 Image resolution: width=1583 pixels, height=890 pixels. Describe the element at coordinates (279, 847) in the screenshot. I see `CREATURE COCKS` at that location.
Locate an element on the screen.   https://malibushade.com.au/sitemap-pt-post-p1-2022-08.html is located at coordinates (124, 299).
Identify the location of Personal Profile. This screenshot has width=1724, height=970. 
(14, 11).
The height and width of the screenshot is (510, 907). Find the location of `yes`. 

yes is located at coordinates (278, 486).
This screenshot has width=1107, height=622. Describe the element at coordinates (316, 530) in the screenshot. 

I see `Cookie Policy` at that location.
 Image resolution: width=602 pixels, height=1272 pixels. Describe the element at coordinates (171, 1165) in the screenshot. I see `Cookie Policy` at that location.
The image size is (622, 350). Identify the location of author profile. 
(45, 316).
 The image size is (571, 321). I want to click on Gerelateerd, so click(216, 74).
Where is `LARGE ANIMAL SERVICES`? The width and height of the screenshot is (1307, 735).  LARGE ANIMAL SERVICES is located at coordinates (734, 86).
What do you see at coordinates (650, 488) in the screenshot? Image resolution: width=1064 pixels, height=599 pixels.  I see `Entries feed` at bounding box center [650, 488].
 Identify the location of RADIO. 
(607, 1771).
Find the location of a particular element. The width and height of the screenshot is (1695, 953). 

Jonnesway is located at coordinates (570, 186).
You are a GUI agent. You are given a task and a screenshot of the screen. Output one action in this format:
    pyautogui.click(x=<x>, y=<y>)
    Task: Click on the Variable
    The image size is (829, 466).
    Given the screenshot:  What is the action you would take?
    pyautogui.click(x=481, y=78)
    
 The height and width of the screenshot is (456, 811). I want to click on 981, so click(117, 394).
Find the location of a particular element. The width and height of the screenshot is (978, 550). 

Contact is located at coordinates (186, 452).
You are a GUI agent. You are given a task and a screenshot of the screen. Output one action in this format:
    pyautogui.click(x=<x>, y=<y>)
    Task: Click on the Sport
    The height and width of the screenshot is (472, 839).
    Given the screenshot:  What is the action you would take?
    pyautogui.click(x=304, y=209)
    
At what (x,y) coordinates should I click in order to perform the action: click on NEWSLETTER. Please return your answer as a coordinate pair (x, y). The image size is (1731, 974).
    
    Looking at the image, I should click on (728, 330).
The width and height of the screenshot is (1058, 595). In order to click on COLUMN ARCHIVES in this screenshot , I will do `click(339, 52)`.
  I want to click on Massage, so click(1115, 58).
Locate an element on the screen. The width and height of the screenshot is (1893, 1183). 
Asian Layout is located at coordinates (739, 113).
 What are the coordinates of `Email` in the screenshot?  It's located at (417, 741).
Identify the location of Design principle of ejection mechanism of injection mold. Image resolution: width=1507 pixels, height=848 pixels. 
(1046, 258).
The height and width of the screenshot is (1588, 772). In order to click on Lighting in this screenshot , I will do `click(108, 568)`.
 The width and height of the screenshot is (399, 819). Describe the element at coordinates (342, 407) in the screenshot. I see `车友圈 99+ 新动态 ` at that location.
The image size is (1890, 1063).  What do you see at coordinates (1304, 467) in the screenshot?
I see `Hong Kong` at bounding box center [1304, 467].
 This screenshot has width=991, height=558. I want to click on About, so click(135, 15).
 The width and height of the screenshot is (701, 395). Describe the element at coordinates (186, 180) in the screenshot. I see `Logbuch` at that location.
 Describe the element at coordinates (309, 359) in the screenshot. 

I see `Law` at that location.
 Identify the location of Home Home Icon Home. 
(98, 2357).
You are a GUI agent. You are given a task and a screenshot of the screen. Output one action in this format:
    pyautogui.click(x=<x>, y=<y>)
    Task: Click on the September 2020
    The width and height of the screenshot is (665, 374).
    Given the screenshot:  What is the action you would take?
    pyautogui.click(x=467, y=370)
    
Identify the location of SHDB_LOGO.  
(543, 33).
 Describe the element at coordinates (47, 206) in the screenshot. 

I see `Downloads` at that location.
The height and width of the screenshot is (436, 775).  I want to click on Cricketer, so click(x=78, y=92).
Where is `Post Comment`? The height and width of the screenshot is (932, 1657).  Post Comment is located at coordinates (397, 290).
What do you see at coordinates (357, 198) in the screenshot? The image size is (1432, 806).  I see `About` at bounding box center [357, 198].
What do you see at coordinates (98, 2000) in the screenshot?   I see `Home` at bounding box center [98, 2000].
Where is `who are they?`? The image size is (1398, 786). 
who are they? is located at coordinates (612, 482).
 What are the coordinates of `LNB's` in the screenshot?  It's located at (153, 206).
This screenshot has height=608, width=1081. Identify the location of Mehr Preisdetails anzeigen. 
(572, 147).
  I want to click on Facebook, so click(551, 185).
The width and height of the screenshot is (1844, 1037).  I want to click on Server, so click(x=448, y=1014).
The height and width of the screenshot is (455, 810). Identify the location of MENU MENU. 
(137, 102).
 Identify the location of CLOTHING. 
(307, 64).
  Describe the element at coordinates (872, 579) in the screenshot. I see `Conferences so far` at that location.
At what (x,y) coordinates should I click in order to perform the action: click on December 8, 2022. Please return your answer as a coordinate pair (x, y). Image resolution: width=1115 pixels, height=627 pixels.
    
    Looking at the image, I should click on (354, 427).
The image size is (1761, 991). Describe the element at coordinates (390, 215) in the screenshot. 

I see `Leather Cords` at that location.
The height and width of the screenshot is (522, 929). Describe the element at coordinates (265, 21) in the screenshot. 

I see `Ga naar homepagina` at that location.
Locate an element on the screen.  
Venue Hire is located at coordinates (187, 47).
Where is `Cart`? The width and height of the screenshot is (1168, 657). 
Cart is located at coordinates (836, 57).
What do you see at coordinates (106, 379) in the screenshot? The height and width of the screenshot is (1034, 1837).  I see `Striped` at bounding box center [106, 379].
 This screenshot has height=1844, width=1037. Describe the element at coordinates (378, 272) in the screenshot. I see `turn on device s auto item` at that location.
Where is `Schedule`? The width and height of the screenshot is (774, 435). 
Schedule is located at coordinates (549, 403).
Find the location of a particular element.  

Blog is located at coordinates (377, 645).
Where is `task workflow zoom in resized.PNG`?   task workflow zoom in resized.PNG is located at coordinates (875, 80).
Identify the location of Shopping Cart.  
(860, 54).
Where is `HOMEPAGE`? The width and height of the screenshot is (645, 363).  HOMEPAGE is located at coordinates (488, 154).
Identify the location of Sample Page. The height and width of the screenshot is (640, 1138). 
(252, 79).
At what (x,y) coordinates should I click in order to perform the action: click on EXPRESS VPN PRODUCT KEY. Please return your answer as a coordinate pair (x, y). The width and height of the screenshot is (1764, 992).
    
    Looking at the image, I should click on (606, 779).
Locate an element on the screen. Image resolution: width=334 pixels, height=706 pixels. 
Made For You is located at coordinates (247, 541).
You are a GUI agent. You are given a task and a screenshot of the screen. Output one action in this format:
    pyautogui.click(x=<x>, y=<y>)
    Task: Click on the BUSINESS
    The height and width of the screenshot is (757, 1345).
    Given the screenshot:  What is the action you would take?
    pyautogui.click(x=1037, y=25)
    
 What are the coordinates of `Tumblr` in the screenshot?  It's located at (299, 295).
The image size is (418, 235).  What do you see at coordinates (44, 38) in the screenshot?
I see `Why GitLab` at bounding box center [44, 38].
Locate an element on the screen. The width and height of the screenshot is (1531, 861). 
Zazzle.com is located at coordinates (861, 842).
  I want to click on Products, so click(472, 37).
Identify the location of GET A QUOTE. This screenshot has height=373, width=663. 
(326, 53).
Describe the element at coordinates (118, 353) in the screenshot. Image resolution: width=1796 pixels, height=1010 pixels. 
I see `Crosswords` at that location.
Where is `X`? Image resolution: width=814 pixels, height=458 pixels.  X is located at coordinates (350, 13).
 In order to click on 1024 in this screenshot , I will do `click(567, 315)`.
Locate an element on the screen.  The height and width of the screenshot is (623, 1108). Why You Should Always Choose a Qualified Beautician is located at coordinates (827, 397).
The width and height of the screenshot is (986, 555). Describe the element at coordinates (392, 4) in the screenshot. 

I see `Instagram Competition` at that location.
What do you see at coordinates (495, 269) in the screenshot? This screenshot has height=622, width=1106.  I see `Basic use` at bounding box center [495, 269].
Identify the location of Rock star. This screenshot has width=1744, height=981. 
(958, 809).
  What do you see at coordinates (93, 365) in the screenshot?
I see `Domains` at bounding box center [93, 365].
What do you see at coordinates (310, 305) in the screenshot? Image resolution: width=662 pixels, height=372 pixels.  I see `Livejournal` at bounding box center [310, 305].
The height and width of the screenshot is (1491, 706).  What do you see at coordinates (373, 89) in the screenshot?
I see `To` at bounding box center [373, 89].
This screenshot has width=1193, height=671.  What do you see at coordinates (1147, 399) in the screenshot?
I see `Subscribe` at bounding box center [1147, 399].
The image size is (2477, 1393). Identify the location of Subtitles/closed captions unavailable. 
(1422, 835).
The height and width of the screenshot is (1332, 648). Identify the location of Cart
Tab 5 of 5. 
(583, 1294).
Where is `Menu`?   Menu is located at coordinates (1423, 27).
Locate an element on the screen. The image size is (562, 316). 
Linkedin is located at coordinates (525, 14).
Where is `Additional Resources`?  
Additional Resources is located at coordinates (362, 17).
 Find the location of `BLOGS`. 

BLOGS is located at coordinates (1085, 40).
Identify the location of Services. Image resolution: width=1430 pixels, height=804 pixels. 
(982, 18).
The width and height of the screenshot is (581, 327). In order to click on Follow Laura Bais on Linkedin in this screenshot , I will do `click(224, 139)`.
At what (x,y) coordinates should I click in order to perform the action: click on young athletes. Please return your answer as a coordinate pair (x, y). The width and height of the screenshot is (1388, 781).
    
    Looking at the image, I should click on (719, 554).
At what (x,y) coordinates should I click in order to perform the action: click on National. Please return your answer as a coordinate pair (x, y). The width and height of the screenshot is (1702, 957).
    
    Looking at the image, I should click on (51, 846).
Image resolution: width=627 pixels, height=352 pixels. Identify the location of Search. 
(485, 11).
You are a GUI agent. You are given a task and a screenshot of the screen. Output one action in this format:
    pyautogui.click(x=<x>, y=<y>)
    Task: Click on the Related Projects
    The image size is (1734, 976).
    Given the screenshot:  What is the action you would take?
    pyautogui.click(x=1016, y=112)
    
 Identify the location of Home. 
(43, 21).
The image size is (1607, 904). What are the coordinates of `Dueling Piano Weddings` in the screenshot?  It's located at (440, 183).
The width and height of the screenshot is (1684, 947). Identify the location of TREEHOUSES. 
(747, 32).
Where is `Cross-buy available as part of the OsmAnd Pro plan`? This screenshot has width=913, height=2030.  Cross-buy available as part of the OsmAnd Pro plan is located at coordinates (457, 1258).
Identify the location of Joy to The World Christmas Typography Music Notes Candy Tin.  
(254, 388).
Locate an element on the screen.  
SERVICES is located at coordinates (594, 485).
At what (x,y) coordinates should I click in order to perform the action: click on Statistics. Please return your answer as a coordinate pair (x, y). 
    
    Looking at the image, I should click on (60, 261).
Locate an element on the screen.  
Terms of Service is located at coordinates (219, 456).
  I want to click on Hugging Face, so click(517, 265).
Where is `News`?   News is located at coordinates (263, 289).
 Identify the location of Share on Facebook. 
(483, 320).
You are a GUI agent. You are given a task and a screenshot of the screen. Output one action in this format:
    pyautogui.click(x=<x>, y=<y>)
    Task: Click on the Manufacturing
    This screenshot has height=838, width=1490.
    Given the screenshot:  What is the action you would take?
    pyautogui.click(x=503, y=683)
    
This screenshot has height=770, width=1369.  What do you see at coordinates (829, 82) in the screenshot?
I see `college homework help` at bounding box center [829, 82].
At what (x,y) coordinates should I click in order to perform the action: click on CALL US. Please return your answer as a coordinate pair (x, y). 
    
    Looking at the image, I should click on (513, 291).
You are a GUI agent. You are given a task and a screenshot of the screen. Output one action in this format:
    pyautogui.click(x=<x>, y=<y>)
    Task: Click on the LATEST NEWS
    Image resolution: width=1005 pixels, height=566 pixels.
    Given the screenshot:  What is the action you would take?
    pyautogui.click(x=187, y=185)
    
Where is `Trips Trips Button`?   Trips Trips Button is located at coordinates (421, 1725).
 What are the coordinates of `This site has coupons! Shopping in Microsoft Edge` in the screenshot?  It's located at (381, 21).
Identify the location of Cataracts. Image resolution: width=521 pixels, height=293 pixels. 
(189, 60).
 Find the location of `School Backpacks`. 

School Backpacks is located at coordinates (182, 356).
┄┄┄┄┄┄┄┄┄┄┄┄┄┄┄┄┄┄┄┄
● Task:
Your answer must consist solely of the lines above between the line holding "Identify the location of Personal" and the line holding "The height and width of the screenshot is (472, 839).", inclusive, copied exactly.

● Your solution:
Identify the location of Personal Profile. This screenshot has width=1724, height=970. 
(14, 11).
The height and width of the screenshot is (510, 907). Find the location of `yes`. 

yes is located at coordinates (278, 486).
This screenshot has width=1107, height=622. Describe the element at coordinates (316, 530) in the screenshot. 

I see `Cookie Policy` at that location.
 Image resolution: width=602 pixels, height=1272 pixels. Describe the element at coordinates (171, 1165) in the screenshot. I see `Cookie Policy` at that location.
The image size is (622, 350). Identify the location of author profile. 
(45, 316).
 The image size is (571, 321). I want to click on Gerelateerd, so click(216, 74).
Where is `LARGE ANIMAL SERVICES`? The width and height of the screenshot is (1307, 735).  LARGE ANIMAL SERVICES is located at coordinates (734, 86).
What do you see at coordinates (650, 488) in the screenshot? Image resolution: width=1064 pixels, height=599 pixels.  I see `Entries feed` at bounding box center [650, 488].
 Identify the location of RADIO. 
(607, 1771).
Find the location of a particular element. The width and height of the screenshot is (1695, 953). 

Jonnesway is located at coordinates (570, 186).
You are a GUI agent. You are given a task and a screenshot of the screen. Output one action in this format:
    pyautogui.click(x=<x>, y=<y>)
    Task: Click on the Variable
    The image size is (829, 466).
    Given the screenshot:  What is the action you would take?
    pyautogui.click(x=481, y=78)
    
 The height and width of the screenshot is (456, 811). I want to click on 981, so click(117, 394).
Find the location of a particular element. The width and height of the screenshot is (978, 550). 

Contact is located at coordinates (186, 452).
You are a GUI agent. You are given a task and a screenshot of the screen. Output one action in this format:
    pyautogui.click(x=<x>, y=<y>)
    Task: Click on the Sport
    The height and width of the screenshot is (472, 839).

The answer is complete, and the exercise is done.